Enclosure, Ballyconnoe, Co. Clare
Co. Clare |
Enclosures
In a field in Ballyconnoe, County Clare, there is a shape in the ground that does not quite follow the rules.
Most early enclosures in Ireland tend towards the circular, the product of a compass swung from a central point, but this one is something else: irregular, roughly 78 metres east to west and 75 metres north to south, its boundary wall curving in one direction, running straight in another, and becoming almost shapeless along the northern edge. That combination of curves and straight runs, and the refusal to resolve into a tidy form, is what sets it apart.

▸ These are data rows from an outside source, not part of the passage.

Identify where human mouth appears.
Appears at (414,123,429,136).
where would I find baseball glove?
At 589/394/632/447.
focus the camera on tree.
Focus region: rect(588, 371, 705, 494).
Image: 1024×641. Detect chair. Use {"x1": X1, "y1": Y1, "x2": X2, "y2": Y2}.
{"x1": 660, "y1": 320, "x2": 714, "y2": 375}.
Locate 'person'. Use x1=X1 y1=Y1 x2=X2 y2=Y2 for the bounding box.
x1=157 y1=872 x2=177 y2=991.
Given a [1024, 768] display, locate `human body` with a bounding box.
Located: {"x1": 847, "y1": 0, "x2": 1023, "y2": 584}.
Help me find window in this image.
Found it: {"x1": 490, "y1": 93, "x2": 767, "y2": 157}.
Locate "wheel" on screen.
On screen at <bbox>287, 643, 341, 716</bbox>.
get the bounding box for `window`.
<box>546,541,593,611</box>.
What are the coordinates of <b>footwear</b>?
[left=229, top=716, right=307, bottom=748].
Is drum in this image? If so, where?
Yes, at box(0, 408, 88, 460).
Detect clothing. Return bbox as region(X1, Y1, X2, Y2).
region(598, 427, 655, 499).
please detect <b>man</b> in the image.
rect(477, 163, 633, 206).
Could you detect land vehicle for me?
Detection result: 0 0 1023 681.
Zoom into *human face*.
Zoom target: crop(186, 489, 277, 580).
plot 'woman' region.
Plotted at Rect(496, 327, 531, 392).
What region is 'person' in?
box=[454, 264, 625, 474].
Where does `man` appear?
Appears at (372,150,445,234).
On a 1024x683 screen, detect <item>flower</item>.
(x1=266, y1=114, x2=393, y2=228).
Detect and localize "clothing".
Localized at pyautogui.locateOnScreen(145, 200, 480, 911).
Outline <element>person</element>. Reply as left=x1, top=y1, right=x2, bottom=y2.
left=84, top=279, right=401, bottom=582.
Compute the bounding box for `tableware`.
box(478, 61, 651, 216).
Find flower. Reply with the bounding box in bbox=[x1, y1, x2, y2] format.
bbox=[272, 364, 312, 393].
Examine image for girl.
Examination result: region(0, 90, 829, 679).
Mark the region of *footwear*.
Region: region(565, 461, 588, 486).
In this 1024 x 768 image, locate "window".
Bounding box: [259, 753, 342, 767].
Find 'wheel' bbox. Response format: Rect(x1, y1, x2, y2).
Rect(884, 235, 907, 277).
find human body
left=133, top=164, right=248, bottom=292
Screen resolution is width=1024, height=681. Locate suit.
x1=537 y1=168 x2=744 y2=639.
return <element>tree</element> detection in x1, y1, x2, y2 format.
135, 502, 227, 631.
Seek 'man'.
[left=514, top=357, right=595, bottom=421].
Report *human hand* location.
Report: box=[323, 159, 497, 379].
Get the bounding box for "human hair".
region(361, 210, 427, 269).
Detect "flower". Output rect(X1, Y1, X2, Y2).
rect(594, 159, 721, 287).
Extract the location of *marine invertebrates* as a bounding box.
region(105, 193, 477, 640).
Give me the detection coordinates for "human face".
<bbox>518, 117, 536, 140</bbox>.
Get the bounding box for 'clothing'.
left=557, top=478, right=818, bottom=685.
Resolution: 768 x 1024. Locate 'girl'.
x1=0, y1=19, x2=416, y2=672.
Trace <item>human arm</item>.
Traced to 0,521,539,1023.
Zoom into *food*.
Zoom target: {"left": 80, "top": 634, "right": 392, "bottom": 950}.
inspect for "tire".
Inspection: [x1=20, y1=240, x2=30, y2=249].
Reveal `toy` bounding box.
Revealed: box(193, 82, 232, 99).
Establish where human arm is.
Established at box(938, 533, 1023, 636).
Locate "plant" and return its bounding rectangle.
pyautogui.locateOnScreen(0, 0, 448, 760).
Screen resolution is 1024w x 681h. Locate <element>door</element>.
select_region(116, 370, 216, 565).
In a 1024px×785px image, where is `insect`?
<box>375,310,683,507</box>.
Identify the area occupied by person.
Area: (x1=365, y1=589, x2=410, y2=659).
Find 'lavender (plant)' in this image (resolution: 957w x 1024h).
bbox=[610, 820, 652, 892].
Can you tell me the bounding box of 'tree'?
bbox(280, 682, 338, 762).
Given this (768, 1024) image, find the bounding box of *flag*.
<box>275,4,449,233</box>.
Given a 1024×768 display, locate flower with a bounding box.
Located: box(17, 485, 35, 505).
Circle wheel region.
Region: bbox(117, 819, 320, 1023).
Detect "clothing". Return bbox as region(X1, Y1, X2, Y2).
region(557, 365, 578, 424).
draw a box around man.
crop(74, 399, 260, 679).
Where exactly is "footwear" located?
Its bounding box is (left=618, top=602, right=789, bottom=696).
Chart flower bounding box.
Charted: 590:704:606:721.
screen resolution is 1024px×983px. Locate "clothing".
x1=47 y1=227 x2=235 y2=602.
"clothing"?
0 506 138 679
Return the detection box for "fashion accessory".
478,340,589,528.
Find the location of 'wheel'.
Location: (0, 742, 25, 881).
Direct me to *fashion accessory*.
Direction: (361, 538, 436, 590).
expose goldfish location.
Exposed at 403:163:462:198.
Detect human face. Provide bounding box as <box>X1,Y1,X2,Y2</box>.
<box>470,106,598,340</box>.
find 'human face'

The enclosure sits on a gentle south-facing slope within what appears to be a much older and more complex field system, one that accumulated over multiple periods of use. The wall that defines it has long since been grassed over, which is to say it survives as a low earthwork rather than standing stonework, its outline legible in aerial photography from the 2010s rather than obvious to the eye at ground level. Layered over this earlier boundary are later straight field walls running northwest to southeast and southwest to northeast, the geometry of more recent agricultural organisation cutting across the older, less regular shape beneath. That palimpsest quality, where one era of land use is scored across another, is common enough in the Irish landscape, but here the contrast between the irregular early enclosure and the disciplined straight lines of the later walls is particularly legible from above.